Paper based voting has it's negatives, in time taken to count but people do generally have confidence in the system, and that matters. Actually the number one Republican tactic is to dissuade and deny people from even getting to vote in the first place. If the current system was so insecure, they wouldn't even bother with voter suppression as much as they do.
Brother Buzz
(36,440 posts)Sign up with your Registrar Of Voters, login for a printable number coded ballot, then drop it in a lock box at your city hall, police station, or whatever.
Just an idea.
customerserviceguy
(25,183 posts)have IT professionals handle voting systems, instead of county bureaucrats who went to a quickie seminar on the subject. We have the technology for secure voting, we just refuse to use it.
Brother Buzz
(36,440 posts)He was professor in engineering, but was totally dialed in; he was one of the first persons to raise the red flag on the pitfalls of Black Box voting before it even became an issue.

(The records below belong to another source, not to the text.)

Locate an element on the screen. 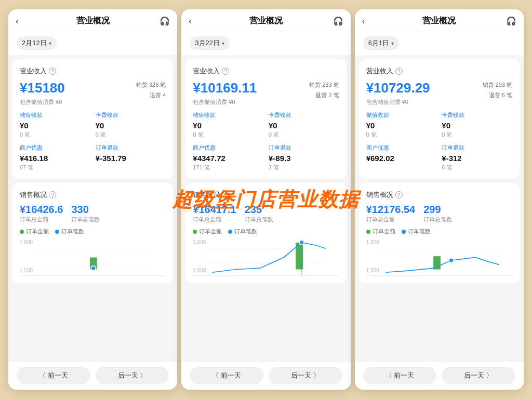 The image size is (532, 399). revenue-amount: ¥10729.29 is located at coordinates (424, 88).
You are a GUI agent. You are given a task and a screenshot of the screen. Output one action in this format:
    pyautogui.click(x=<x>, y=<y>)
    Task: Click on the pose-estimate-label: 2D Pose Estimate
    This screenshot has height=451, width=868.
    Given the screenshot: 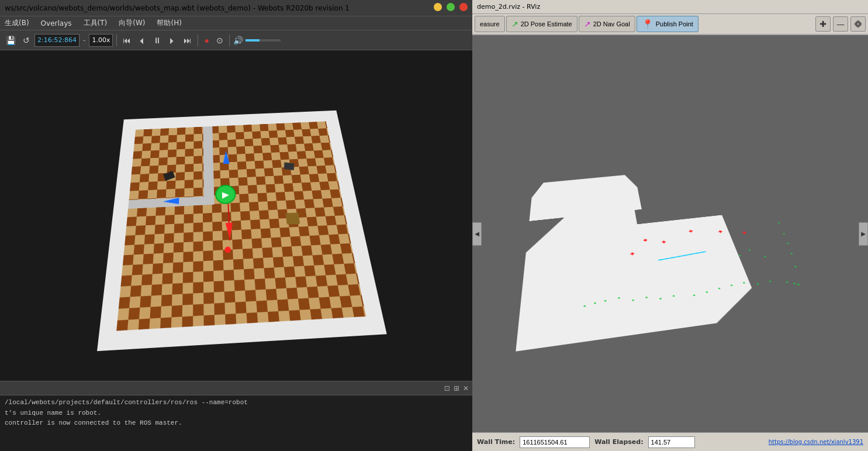 What is the action you would take?
    pyautogui.click(x=547, y=24)
    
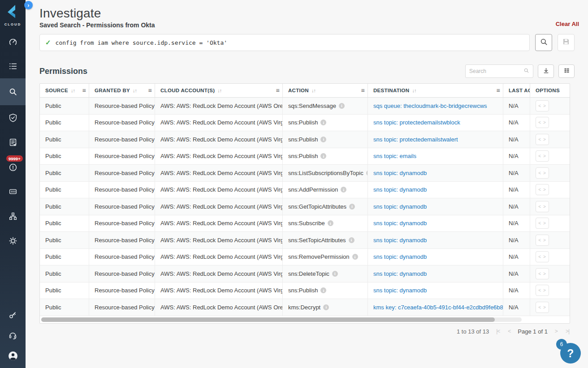 Image resolution: width=588 pixels, height=368 pixels. I want to click on first-page-icon: |<, so click(498, 331).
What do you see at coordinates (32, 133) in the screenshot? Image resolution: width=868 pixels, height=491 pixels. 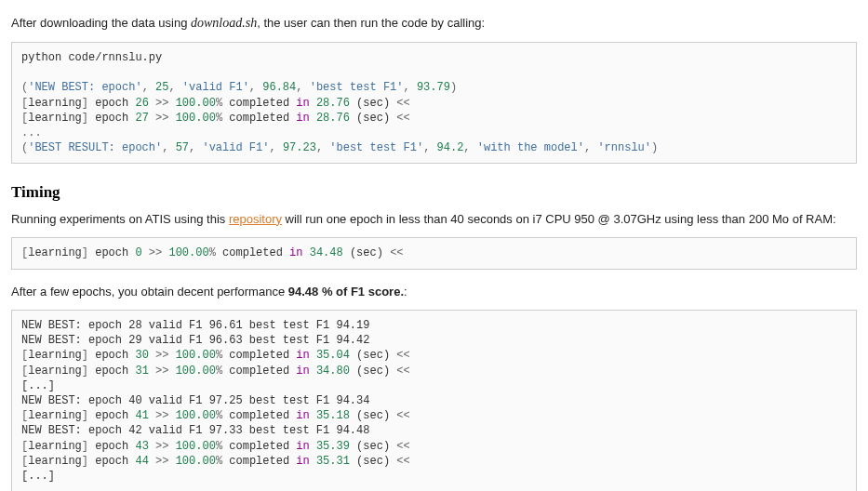 I see `ellipsis: ...` at bounding box center [32, 133].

I have total confidence in the security of my county system.
Baitball Blogger
(46,723 posts)Last edited Sun Apr 12, 2020, 08:17 PM - Edit history (1)
Imagine your right-wing neighbor manning the store. No confidence at all.
GoCubsGo
(32,084 posts)My governor has his head so far up Trump's ass, it's buried embedded in Lindsey Graham's ass, who got up there first. The state legislature is controlled by the GOP, so I doubt we'll be allowed mail-in voting. We also have to jump through a ton of hoops to vote absentee. So, I'll likely be donning my mask and voting in person.
Meowmee
(5,164 posts)If so yes I will ask for a pick up to mail all of ours in. Make sure to make a copy of your ballots and photograph them for proof of voting etc. I did that at the 2018 polling office as well.
2naSalit
(86,643 posts)Which is why I like voting by mail since you can't do that in the booth unless you have a camera phone... which I don't.
Meowmee
(5,164 posts)2naSalit
(86,643 posts)I want a phone that is a phone, I'll accept text but that's as afar as I am willing to allow on my phone. I do have a reasonably nice utilitarian digital camera that I use for artistic purposes but it takes good shots of ballots too. I also make a hard copy. I always vote so I have a file for those.
Arthur_Frain
(1,850 posts)FedEx was still non union, except for its pilots.
handmade34
(22,756 posts)the local post office is a social event
rzemanfl
(29,565 posts)There would be a lot of re-writing going on if the USPS were to disappear.
2naSalit
(86,643 posts)it does mean that we will need to reinforce the USPS immediately after inauguration.
Polybius
(15,423 posts)Election Day is my Christmas.
MichMan
(11,932 posts)Been waiting for over 10 days for a check from Detroit ( 2 hrs away) that hasn't arrived. Packages that are scheduled to arrive in 2 days are taking well over a week. Been happening multiple times on stuff I have mailed and also being mailed to me.
If you check the tracking numbers, they are being sent all over the place with 2-4 days between being received at a regional center and being sent out for the next destination. Things I have ordered sent via UPS or Fed Ex are arriving right on schedule with no side trips or delays.